If anything, the pause has intensified Pham and Kantor's desire to share the celebratory music showcase, which returned in July 2022. "That's when we first started being like, 'Okay let's get this thing back,'" says Pham. "'Let's start to actually feature bands and get guest artists to come in and work with us and start to build forward momentum.' So we've been doing them almost every month since then and featuring different Colorado artists."

In addition to their groups, which play every Festo Festo, each event showcases other area bands with related styles. "It's actually been really lovely, turning the attention toward our colleagues," says Pham. "We've been lucky enough to be in a very vibrant music scene that features quite a few musicians who are interested in klezmer music and Balkan music as well as Balkan dance."

"It's such a rich scene in Colorado, between bands like Hal Aqua and the Lost Tribe and Barbelfish and the Boulder Klezmer Consort and Planina," adds Kantor.

The convergence of musicians turns into a big party, with circles of dancers crowding the floor, spectators clapping and cheering over their dinner plates, and musicians sucking down pints of beer between breaths.

"One of the best parts about Festo Festo is how much dancing happens," Kantor says. "We've had a lot of attendance and support from the folk dance communities around town, so we really get to play this music in the context that it is originally intended, which is playing for dancers."

Another highlight of the evening is the closing all-band jam, in which every musician comes back to pack the stage and play together.

"We also always conclude with a big community sort of jam session where we try to get everyone involved," says Pham. "Not just the musicians who are featured in the event, but community members as well, to sing, to dance, to bring an instrument and play with us.
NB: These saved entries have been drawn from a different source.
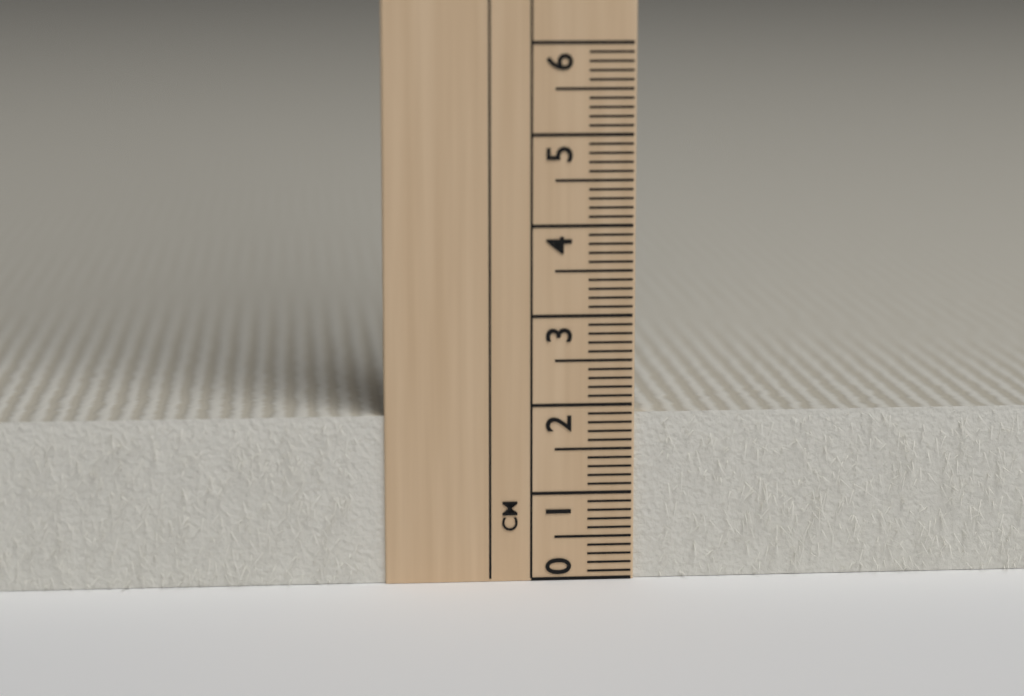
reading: 1.9 cm
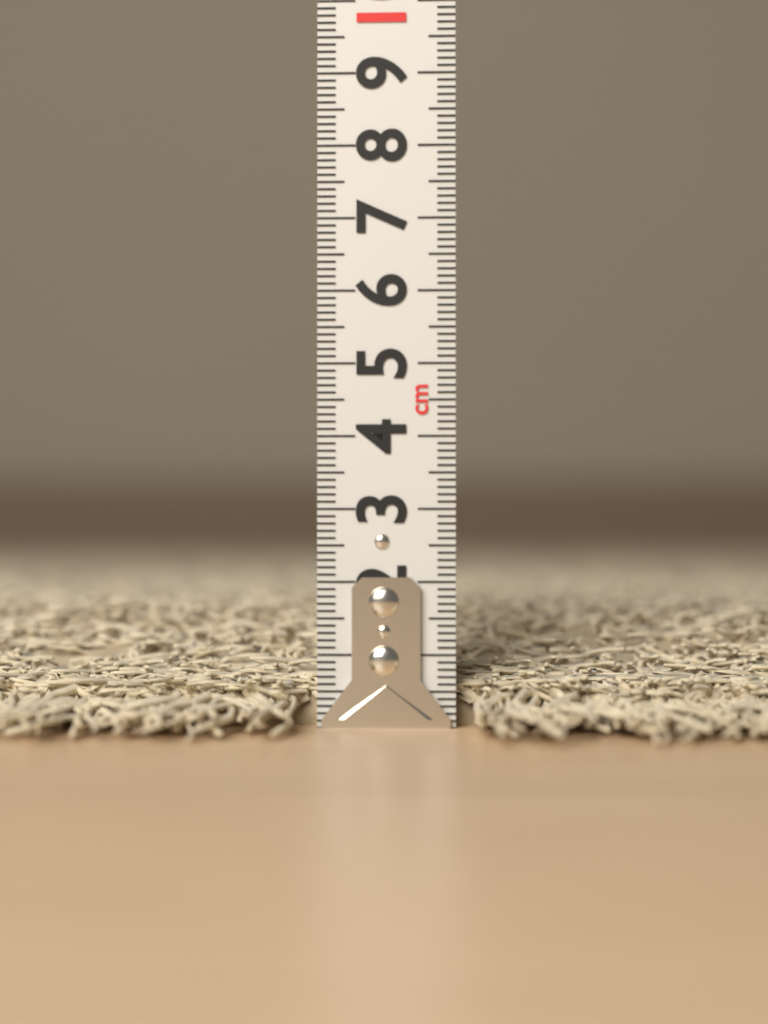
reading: 1.7 cm
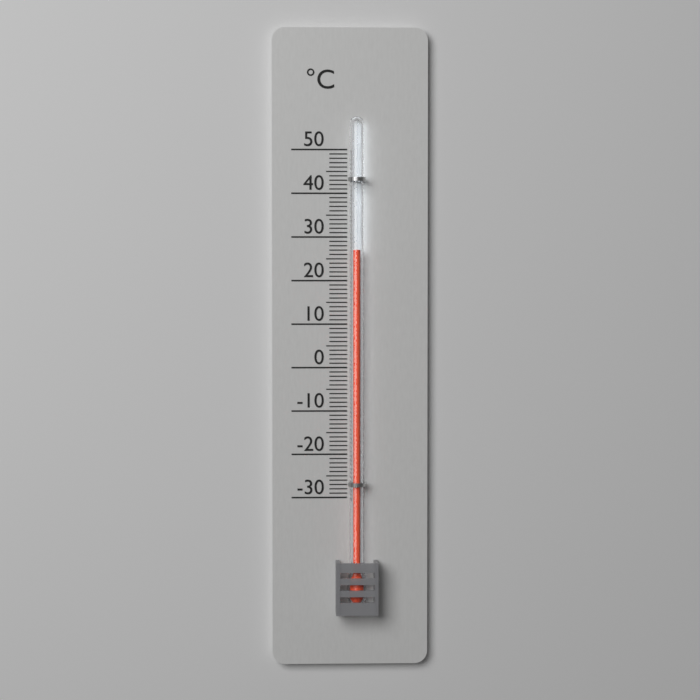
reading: 27 °C
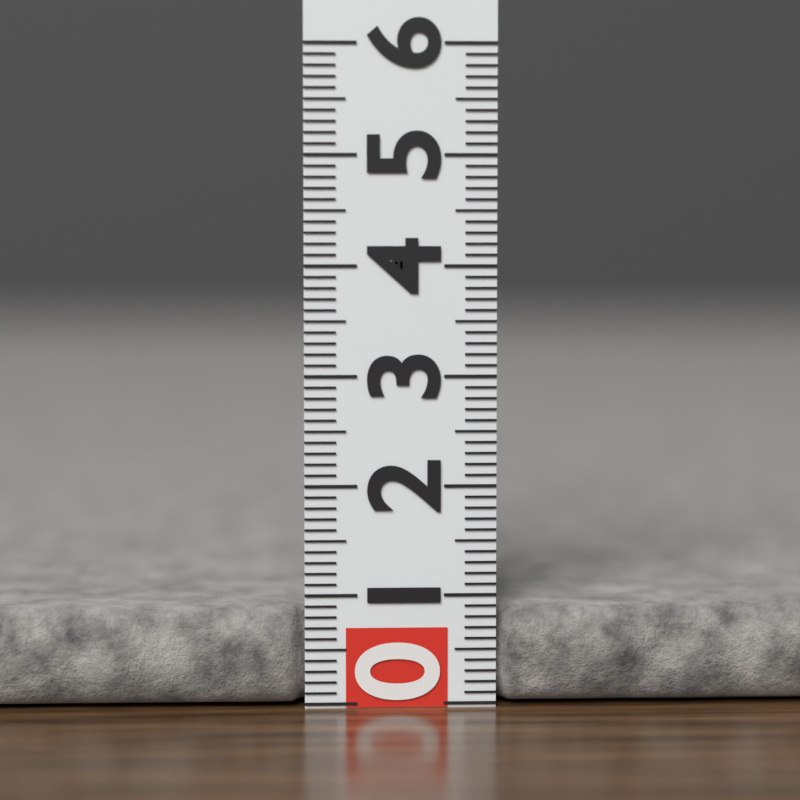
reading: 0.9 (no unit)
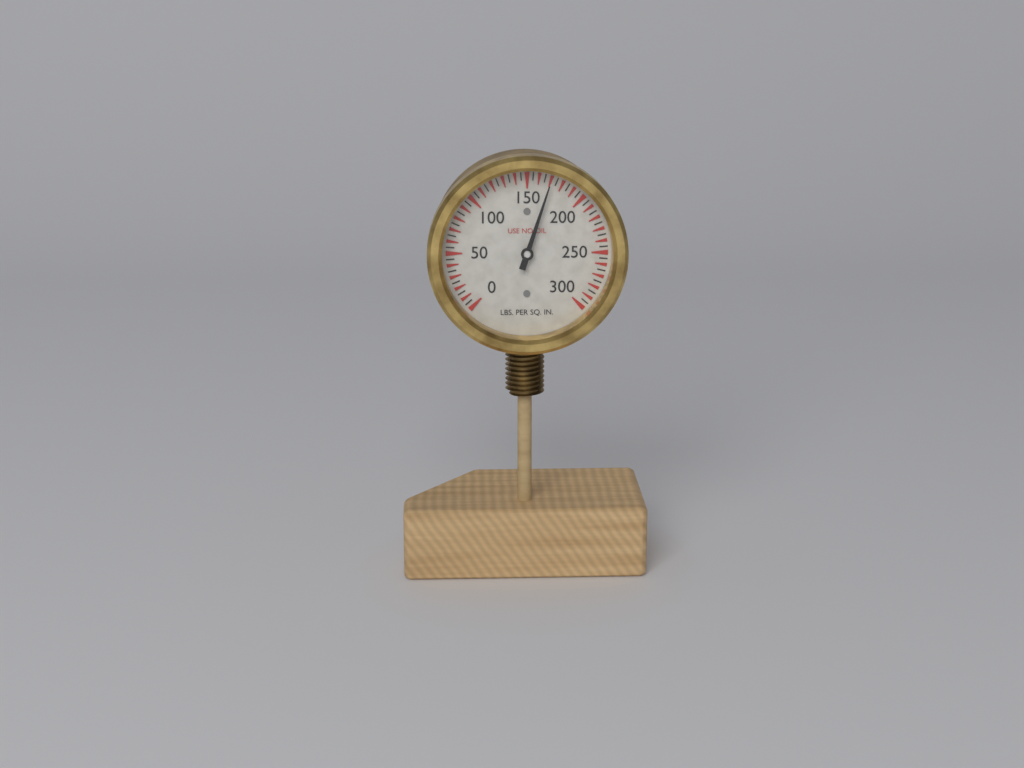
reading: 170 psi
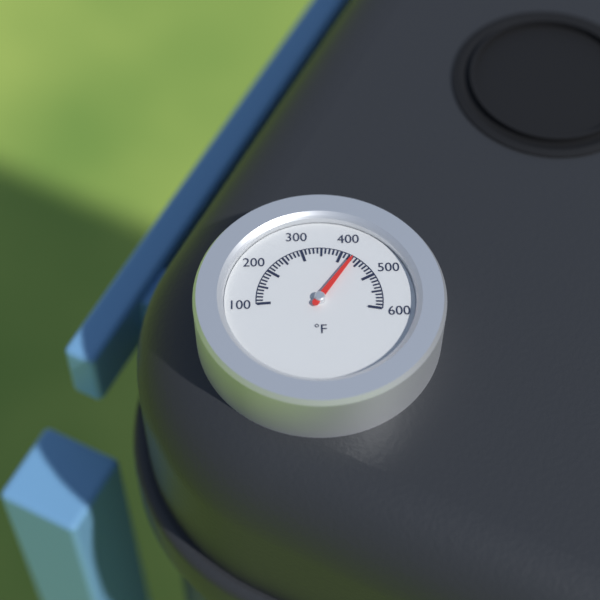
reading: 430 °F
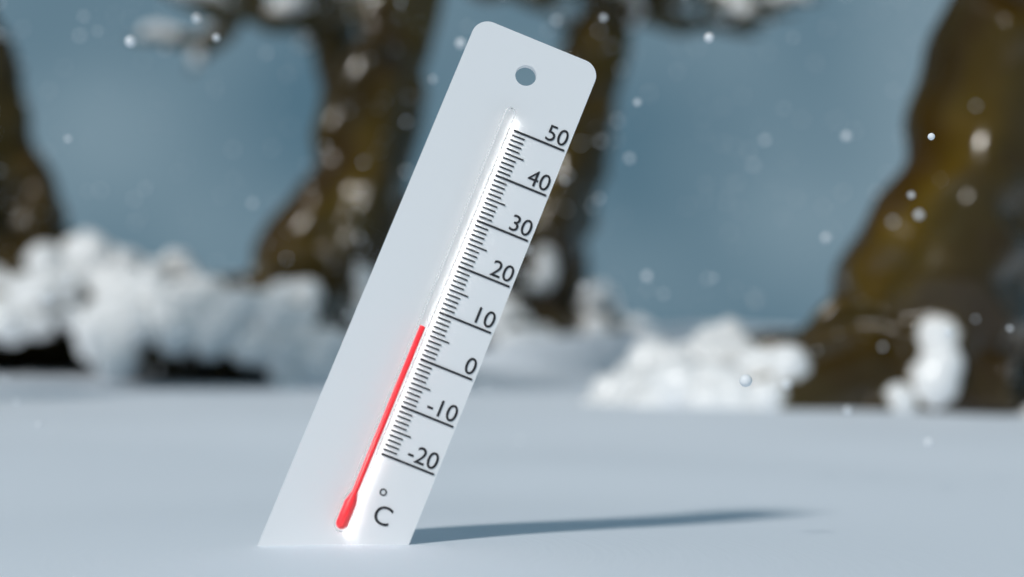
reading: 6 °C
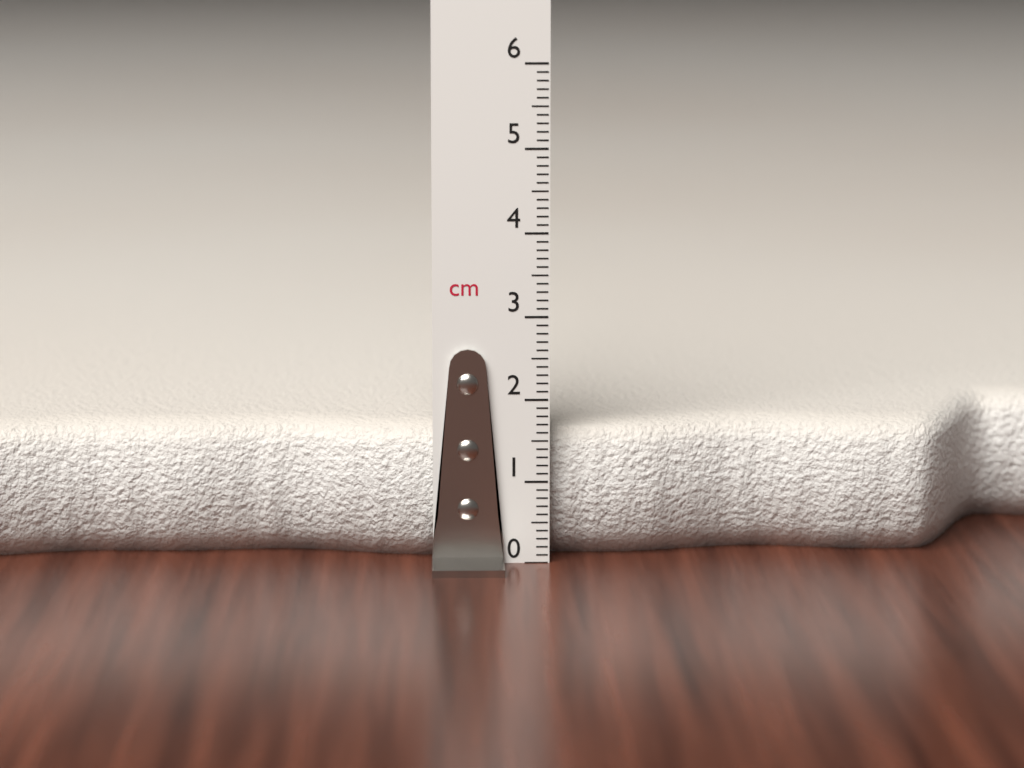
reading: 1.6 cm
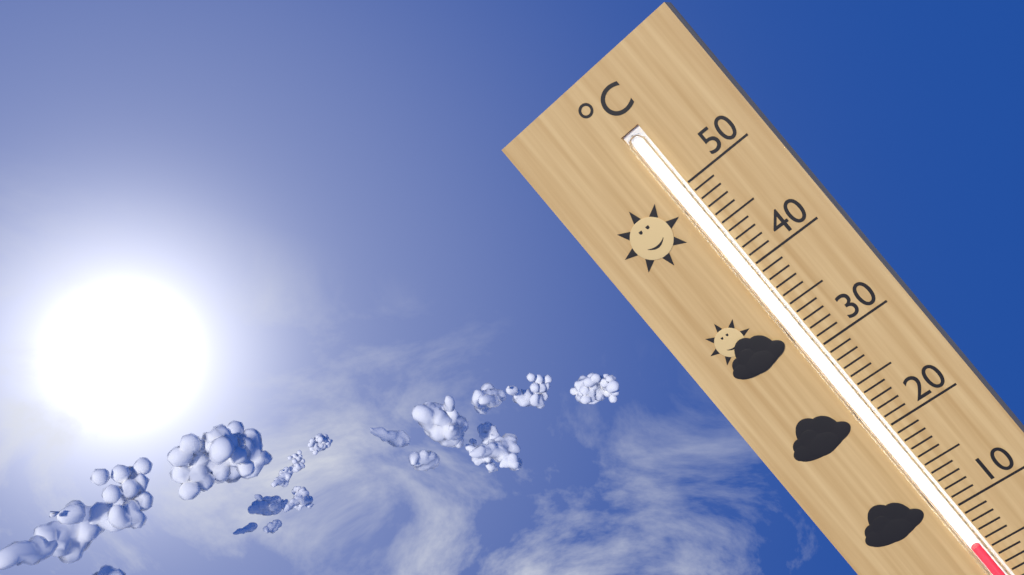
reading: 6 °C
It's a whole thing."

In June, the guest artist is Korvin Orkestar, a Balkan brass band from Santa Fe. Kantor and Pham are also actively looking for other artists to schedule, as well as potential sponsors. Festo Festo is free to attend, with a suggested donation of $10 to $20, and the duo says it has a lot more music and fellowship to share.

"It's a great thing to be a part of, where you are experiencing something that you may not be able to see in other spaces in Denver and that is so celebrated the way that it's celebrated at Festo," says Pham. "We come out with a real sense of joy and purpose that is really translatable and is really relatable to people of all generations. ... Man, it's just such good vibes."

Festo Festo, last Thursday of each month, Mercury Cafe, 2199 California Street. Admission is free with a suggested donation of $10 to $20.